Most of those who sneer at Sarah Palin have no desire to live her life. But why not try to - what's the word? - "empathize"? If you like Wasilla and hunting and snowmachining and moose stew and politics, is the last worth giving up everything else in the hopes that one day David Letterman and Maureen Dowd might decide Trig and Bristol and the rest are sufficiently non-risible to enable you to prosper in their world? And, putting aside the odds, would you really like to be the person you'd have to turn into under that scenario?
Poor, poor Palin, forced to parade her pregnant daughter and special-needs baby before the public as instant, photographic proof of her fundamentalist bona fides.
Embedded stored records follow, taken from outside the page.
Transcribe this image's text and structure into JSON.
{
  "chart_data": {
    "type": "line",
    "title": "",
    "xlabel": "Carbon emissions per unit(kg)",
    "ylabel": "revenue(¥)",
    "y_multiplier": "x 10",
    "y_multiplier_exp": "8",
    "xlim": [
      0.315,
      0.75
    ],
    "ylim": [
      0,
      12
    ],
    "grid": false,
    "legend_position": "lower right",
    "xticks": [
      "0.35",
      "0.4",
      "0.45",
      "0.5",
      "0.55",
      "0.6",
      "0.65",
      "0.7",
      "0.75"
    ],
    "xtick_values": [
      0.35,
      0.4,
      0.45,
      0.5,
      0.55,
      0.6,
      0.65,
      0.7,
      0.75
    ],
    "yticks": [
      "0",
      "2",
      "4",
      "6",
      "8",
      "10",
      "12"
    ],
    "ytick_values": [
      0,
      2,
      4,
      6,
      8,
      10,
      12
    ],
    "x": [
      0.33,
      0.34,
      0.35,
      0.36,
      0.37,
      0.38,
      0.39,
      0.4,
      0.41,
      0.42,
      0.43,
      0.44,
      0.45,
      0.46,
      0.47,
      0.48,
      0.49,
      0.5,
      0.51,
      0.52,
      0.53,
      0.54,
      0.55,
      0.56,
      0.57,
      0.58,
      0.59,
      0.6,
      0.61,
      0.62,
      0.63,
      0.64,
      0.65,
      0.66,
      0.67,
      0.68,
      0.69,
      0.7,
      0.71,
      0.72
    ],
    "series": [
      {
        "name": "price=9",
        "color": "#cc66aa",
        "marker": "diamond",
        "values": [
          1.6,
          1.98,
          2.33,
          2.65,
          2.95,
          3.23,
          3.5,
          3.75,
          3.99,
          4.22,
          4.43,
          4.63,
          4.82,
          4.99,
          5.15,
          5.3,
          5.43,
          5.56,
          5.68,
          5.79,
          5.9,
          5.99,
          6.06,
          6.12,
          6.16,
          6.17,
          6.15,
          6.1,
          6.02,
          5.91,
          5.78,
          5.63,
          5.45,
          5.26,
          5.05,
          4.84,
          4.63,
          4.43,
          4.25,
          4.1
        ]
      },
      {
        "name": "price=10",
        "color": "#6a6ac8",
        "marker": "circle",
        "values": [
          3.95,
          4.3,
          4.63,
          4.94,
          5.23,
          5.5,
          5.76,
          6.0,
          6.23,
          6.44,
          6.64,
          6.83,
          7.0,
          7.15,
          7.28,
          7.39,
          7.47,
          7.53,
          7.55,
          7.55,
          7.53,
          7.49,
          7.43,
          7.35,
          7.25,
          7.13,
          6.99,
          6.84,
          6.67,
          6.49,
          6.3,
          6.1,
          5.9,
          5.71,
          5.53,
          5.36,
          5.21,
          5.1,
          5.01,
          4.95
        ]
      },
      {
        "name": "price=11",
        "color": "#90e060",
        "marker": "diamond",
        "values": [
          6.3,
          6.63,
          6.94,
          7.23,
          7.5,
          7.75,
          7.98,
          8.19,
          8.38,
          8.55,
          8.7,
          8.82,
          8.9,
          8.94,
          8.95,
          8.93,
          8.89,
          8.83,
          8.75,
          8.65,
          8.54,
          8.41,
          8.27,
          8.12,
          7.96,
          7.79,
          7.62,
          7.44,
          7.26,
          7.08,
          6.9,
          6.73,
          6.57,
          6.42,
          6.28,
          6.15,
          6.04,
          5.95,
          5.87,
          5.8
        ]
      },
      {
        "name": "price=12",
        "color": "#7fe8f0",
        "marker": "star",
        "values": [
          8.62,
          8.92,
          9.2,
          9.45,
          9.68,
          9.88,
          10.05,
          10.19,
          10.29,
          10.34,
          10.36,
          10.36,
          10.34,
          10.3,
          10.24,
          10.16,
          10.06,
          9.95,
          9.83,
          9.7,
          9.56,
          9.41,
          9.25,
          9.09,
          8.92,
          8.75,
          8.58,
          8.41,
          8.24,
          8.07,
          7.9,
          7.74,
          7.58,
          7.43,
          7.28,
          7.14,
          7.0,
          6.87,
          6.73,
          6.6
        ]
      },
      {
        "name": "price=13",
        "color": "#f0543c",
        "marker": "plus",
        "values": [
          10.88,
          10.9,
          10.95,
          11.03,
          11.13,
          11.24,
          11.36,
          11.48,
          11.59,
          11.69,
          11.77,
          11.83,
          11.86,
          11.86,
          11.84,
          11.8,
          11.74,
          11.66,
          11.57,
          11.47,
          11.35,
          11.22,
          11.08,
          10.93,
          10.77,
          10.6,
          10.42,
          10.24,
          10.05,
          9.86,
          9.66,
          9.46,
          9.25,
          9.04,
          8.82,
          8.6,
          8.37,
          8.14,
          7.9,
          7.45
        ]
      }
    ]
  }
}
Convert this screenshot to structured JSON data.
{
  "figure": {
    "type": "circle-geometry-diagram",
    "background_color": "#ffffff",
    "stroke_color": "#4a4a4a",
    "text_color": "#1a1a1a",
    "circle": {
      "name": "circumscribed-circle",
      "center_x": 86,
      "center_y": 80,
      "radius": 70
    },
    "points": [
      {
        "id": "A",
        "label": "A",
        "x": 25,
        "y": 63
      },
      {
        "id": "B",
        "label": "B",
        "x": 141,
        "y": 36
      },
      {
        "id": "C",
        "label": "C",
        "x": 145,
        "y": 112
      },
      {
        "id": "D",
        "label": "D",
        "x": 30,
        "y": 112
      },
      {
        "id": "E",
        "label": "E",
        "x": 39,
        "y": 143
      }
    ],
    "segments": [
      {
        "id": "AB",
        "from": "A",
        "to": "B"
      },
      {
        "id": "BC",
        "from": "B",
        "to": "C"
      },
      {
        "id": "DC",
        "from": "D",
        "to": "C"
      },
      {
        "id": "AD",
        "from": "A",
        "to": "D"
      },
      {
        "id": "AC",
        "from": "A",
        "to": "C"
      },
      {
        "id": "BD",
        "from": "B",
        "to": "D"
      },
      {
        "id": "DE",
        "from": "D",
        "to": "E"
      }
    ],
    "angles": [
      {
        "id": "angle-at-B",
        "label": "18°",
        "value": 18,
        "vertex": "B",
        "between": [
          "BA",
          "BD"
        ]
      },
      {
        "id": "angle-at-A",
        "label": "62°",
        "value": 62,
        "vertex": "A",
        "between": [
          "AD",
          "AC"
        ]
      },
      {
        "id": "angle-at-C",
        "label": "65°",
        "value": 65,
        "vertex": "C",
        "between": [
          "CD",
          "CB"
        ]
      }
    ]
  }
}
How could the public do that to her? She's a victim, just as they are all victims, under constant attack by society. Helpless and weak, needing guns and police and armies to save them from the bad men who live in the shadows.
Frightened children, who would do or say anything to keep lying their comfortable, soothing lies.
2 comments:
I like the recurring "take the time to reflect and study issues" part, since that worked so well during the campaign. And as if it wasn't already clear that she has no interest or inclination toward either reflection or studiousness. Yes, lets try to run an undeniable know-nothing...
Of course, she probably out to worry that there isn't a younger and hotter model out there, since that's mostly what she's got left to trade on now that she won't have "experience", "record" or "toughness" left.
I love the Steyns of the right, whose appeal to reasonable human empathy--"let's talk ABOVE politics for just one moment"--willfully and dishonestly ignore everything she's done and said, both during the campaign and recently.
Steyn: Political life is difficult. Can't we all agree on that? And grant her some basic human sympathy?
Sane person: No, because she is an inveterate liar, a narcissist who can't even be bothered to try to be coherent in her lies. Everything about her is saturated in self-regard, thin-skinned touchiness, self-pity, proud ignorance, demagogic finger-pointing, and I'm-special calculation. Just to have her look at you and say, "Hi, how are you?" is to be used and manipulated.
The Steyns and Kristols and Lopezes make a profession out of wishful thinking.